“All gardening is landscape painting.”
Alexander Pope
My mother grew a huge vegetable garden in which we four children had to put in a certain number of hours of planting, weeding and picking. My favourite memories of the garden concerned peas. I loved planting the peas. They looked like soft green buttons sewn on the umber-coloured shirt of a sleeping giant, and I was the seamstress as I dropped each pea- button, one to two inches apart, into the trough. When they grew into plump pods, I’d eat them raw, cramming whole fistfuls into my mouth. No snack can compare to those freshly shelled garden peas. Even the pods were delicious, once you peeled off the inner membrane.
It took me many years to have a vegetable garden of my own. But now I have one and it is a miracle. Two years ago, my husband and I purchased the land on which my husband’s business sits (Portico Timber Frames). The soil itself is mostly sand and rock – fill that had been dumped into a swamp. But the site has sunshine and it is flat, both rare features in Muskoka and the Haliburton Highlands and I began to dream of the possiblility of growing a garden there. Since the soil grew scruffy weeds, I wondered if it might just grow vegetables, too. I could just see that desert bloom.
After reading Patricia Lanza’s Lasagna Gardening, I went to work trying out her no dig, no till, no weeding system of gardening. After mowing down the weeds and grass, my husband and I built long rectangular boxes with wood from Portico’s scrap pile. I lined the bottom with 4 sheets of wet, overlapping newspapers to kill the growth. On top, I dumped layers of manure, coffee grounds from Tim Horton’s, peat moss, chopped leaves, straw, top soil, compost, anything I could think off that might make a good soil. Then, I sowed my seeds, flowers and veggies all mixed in together.
Today, it is a verdant, bountiful garden that feeds my family all summer long and provides a quiet and refreshing place where people can stroll and rest in. Much more has grown up in this garden. My daughter opened a wood-fired pizzeria in my garden (mypizzaonearth.com). My new studio opens out onto the garden. My husband and nephew built an English-style brick pathway and patio in the garden. My little garden developed further to include a burgeoning Dorset community garden where members meet to garden, trade plants and gardening tips and to socialize. Birds love to visit the garden, too. Miracles do happen. Deserts really can bloom.
As I dropped the peas into the soil this afternoon and was transported back to my mother’s garden, I looked up at my own beautiful garden with is tall spires of garlic, its deep blue irises, its bright yellow-green lettuce, and fragrant herbs. I realized that, while I paint for a living, I now live in a painting. My surroundings are also my canvas. Gardening is just another form of landscape painting. No wonder I am totally absorbed by it.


-- YOUR INSTRUCTIONS --
Print each record exactly as it appears, but drop the images.

Collected data
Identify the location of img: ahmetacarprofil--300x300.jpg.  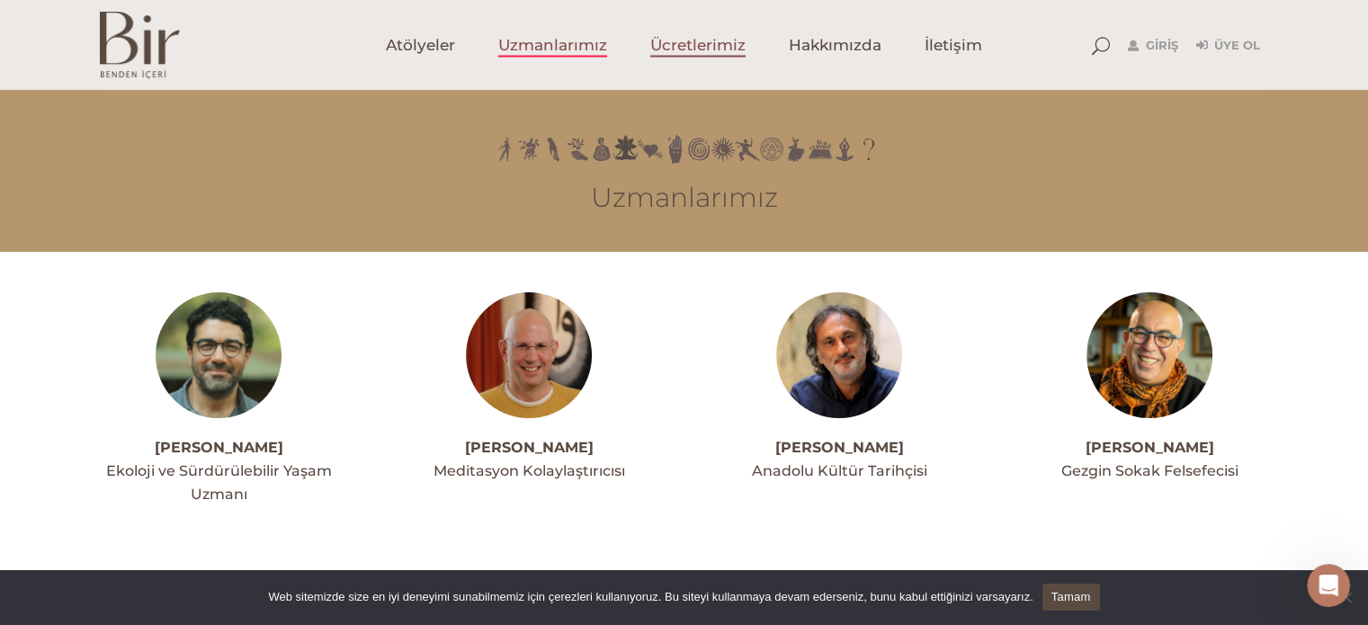
(219, 355).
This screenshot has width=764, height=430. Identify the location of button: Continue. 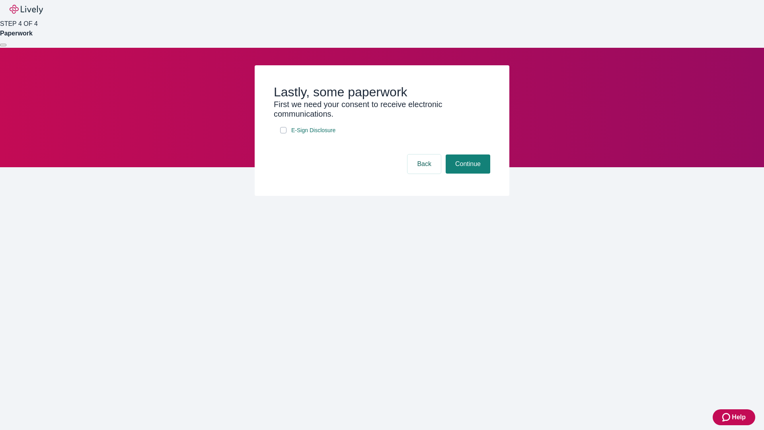
(468, 164).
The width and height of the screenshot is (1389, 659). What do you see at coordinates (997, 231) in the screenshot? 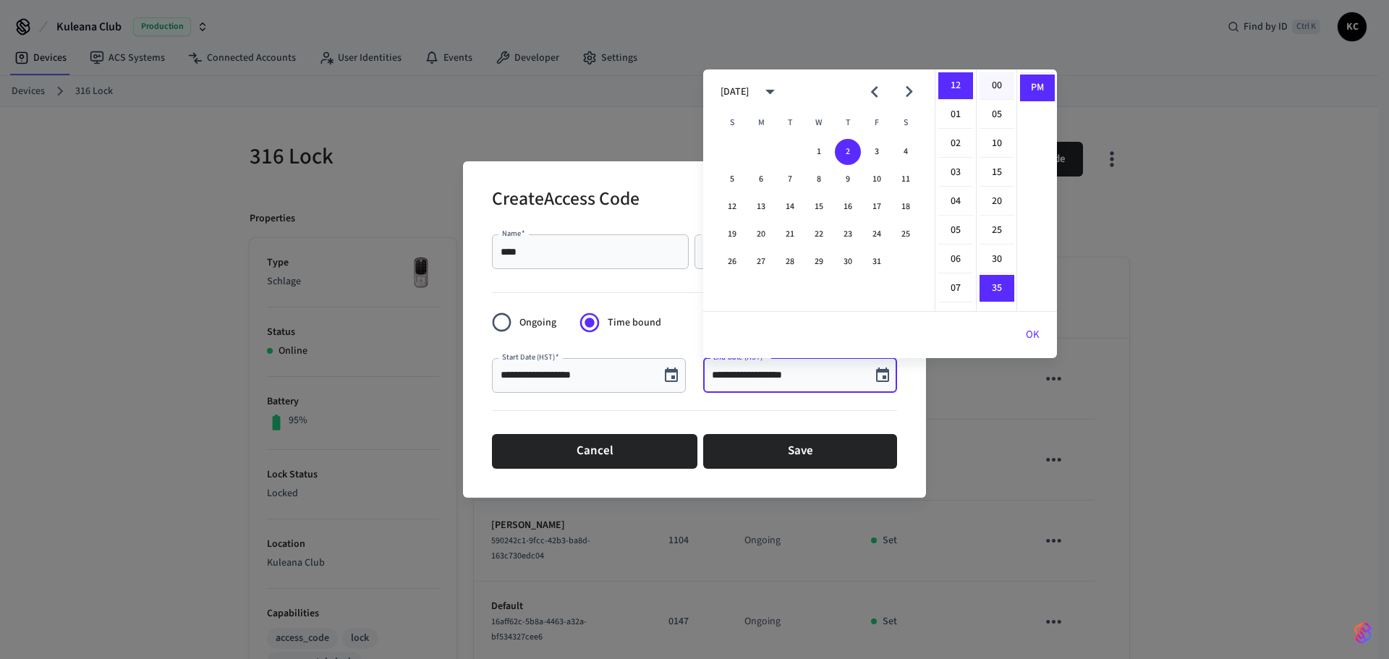
I see `li: 25 minutes` at bounding box center [997, 231].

-- SOLUTION TO THE EXERCISE --
Identify the location of img: ahmetacarprofil--300x300.jpg.  
(219, 355).
This screenshot has width=764, height=430. Identify the location of button: Continue. 
(468, 164).
The width and height of the screenshot is (1389, 659). What do you see at coordinates (997, 231) in the screenshot? 
I see `li: 25 minutes` at bounding box center [997, 231].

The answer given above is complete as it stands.